The stela would have remained where it belonged, at Padisena’s tomb, but for a series of anti-government protests, uprisings, and armed rebellions which spread across the country and other parts of the Arab world, during which there was significant heritage looting. It was the United States Manhattan’s D.A. Antiquities Trafficking Unit which, in 2012, discovered the illicitly excavated stela was being shopped by an international smuggling network to New York's Metropolitan Museum of Art. However, despite vague provenance dating back to the 1070's replete with marked incongruencies and factual errors, a seasoned purchaser readily accepted the fabricated ownership records and falsified export documents, which as a purported expert, he should have recognized. Thereafter in 1993, subsequent buyers sought to purchase the stela from the Galerie Cybele in Paris, which then provided statements attesting the ancient relic was clear of questionable title. Nevertheless, the Manhattan D.A.’s office, with the help of the Egyptian Ministry of Tourism and Antiquities quickly determined the documentation was fraudulent. In 2018 forensic antiquities researchers at TETAT Maastricht again noted the provenance was suspect.– Despite this, the antiquity didn’t seem to arouse the suspicions of its vendor or the vetters at Europe’s premier art fair.
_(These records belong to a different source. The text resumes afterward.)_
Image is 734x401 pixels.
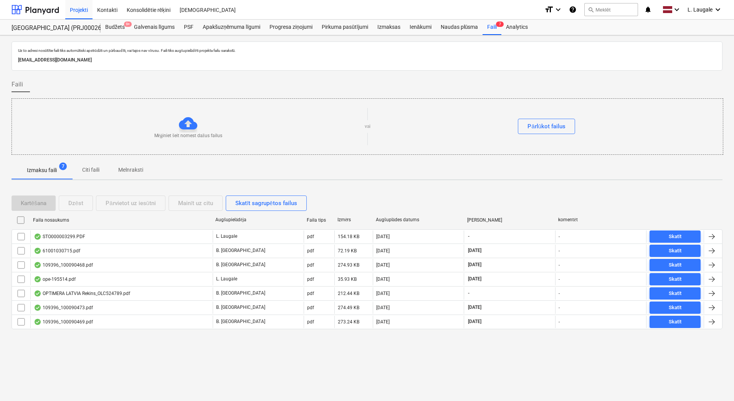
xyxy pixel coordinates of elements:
div: Analytics [501,20,532,35]
p: B. [GEOGRAPHIC_DATA] [216,247,265,254]
button: Skatīt [649,287,700,299]
p: L. Laugale [216,276,237,282]
span: [DATE] [467,247,482,254]
div: [PERSON_NAME] [467,217,552,223]
button: Skatīt [649,315,700,328]
div: 109396_100090473.pdf [34,304,93,310]
span: [DATE] [467,261,482,268]
div: komentēt [558,217,643,223]
div: - [558,291,560,296]
button: Pārlūkot failus [518,119,575,134]
div: 72.19 KB [338,248,357,253]
div: Augšupielādēja [215,217,300,223]
button: Skatīt [649,301,700,314]
div: OCR pabeigts [34,319,41,325]
span: [DATE] [467,304,482,310]
div: OCR pabeigts [34,304,41,310]
p: Uz šo adresi nosūtītie faili tiks automātiski apstrādāti un pārbaudīti, vai tajos nav vīrusu. Fai... [18,48,716,53]
div: [DATE] [376,291,390,296]
div: Faili [482,20,501,35]
p: Citi faili [81,166,100,174]
iframe: Chat Widget [695,364,734,401]
div: 35.93 KB [338,276,357,282]
div: Mēģiniet šeit nomest dažus failusvaiPārlūkot failus [12,98,723,155]
button: Skatīt sagrupētos failus [226,195,307,211]
div: Skatīt [668,261,682,269]
span: 7 [59,162,67,170]
p: [EMAIL_ADDRESS][DOMAIN_NAME] [18,56,716,64]
div: Skatīt [668,246,682,255]
a: Progresa ziņojumi [265,20,317,35]
div: OCR pabeigts [34,276,41,282]
span: [DATE] [467,318,482,325]
span: [DATE] [467,276,482,282]
div: 109396_100090469.pdf [34,319,93,325]
div: pdf [307,262,314,267]
div: 212.44 KB [338,291,359,296]
button: Skatīt [649,230,700,243]
div: Skatīt [668,275,682,284]
div: OCR pabeigts [34,233,41,239]
button: Skatīt [649,273,700,285]
div: Skatīt [668,289,682,298]
a: Izmaksas [373,20,405,35]
span: 9+ [124,21,132,27]
div: - [558,276,560,282]
div: Pirkuma pasūtījumi [317,20,373,35]
div: [DATE] [376,262,390,267]
span: - [467,233,470,239]
div: pdf [307,291,314,296]
a: Naudas plūsma [436,20,483,35]
div: OCR pabeigts [34,248,41,254]
a: Budžets9+ [101,20,129,35]
p: Izmaksu faili [27,166,57,174]
div: Pārlūkot failus [527,121,565,131]
div: - [558,319,560,324]
div: [DATE] [376,319,390,324]
div: Faila nosaukums [33,217,209,223]
p: B. [GEOGRAPHIC_DATA] [216,304,265,310]
div: Skatīt sagrupētos failus [235,198,297,208]
div: 61001030715.pdf [34,248,80,254]
div: Faila tips [307,217,331,223]
span: 7 [496,21,503,27]
div: [GEOGRAPHIC_DATA] (PRJ0002627, K-1 un K-2(2.kārta) 2601960 [12,24,91,32]
div: Skatīt [668,303,682,312]
a: PSF [179,20,198,35]
div: 273.24 KB [338,319,359,324]
div: Budžets [101,20,129,35]
div: - [558,248,560,253]
span: Faili [12,80,23,89]
div: 109396_100090468.pdf [34,262,93,268]
div: pdf [307,276,314,282]
div: Augšuplādes datums [376,217,461,223]
p: L. Laugale [216,233,237,239]
div: STO000003299.PDF [34,233,85,239]
div: [DATE] [376,305,390,310]
div: Skatīt [668,232,682,241]
div: Ienākumi [405,20,436,35]
div: pdf [307,234,314,239]
a: Faili7 [482,20,501,35]
div: [DATE] [376,276,390,282]
div: ope-195514.pdf [34,276,76,282]
div: 154.18 KB [338,234,359,239]
button: Skatīt [649,259,700,271]
div: [DATE] [376,234,390,239]
p: B. [GEOGRAPHIC_DATA] [216,318,265,325]
a: Galvenais līgums [129,20,179,35]
a: Apakšuzņēmuma līgumi [198,20,265,35]
p: Mēģiniet šeit nomest dažus failus [154,132,222,139]
div: 274.49 KB [338,305,359,310]
div: OCR pabeigts [34,290,41,296]
div: 274.93 KB [338,262,359,267]
div: pdf [307,248,314,253]
div: - [558,305,560,310]
div: - [558,262,560,267]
In 2019, the stela was scheduled to come back to Manhattan for the last time when the Manhattan District Attorney’s Office formally initiated a grand-jury investigation into the artifact and a seizure order was signed. Only then did the process of returning the ancient object to its lawful owner, the Arab Republic of Egypt begin. In June and August 2020, law enforcement authorities in France, New York and Germany detained six individuals. And, in France Galerie Cybele, who cooperated with the Manhattan D.A.’s office filed a law suit in the Paris courts to recoup losses, naming the consigner who it learned was the subject of criminal investigations in multiple countries, resulting in the seizure of hundreds of pieces of stolen cultural property.
In November 2020, during a repatriation ceremony in New York, attended by authorities from New York and Egypt, including Ambassador and Egyptian Counsel General and Homeland Security Investigators Deputy Special Agent in charge and Director General of the Department of Repatriated Antiquities at the Ministry of Tourism and Antiquities, the stela was targeted for return to the people of Egypt .
In early 2021, the return schedule was finally organized. The treasure is set for delivery to its home. Thus, it is returned to Egypt.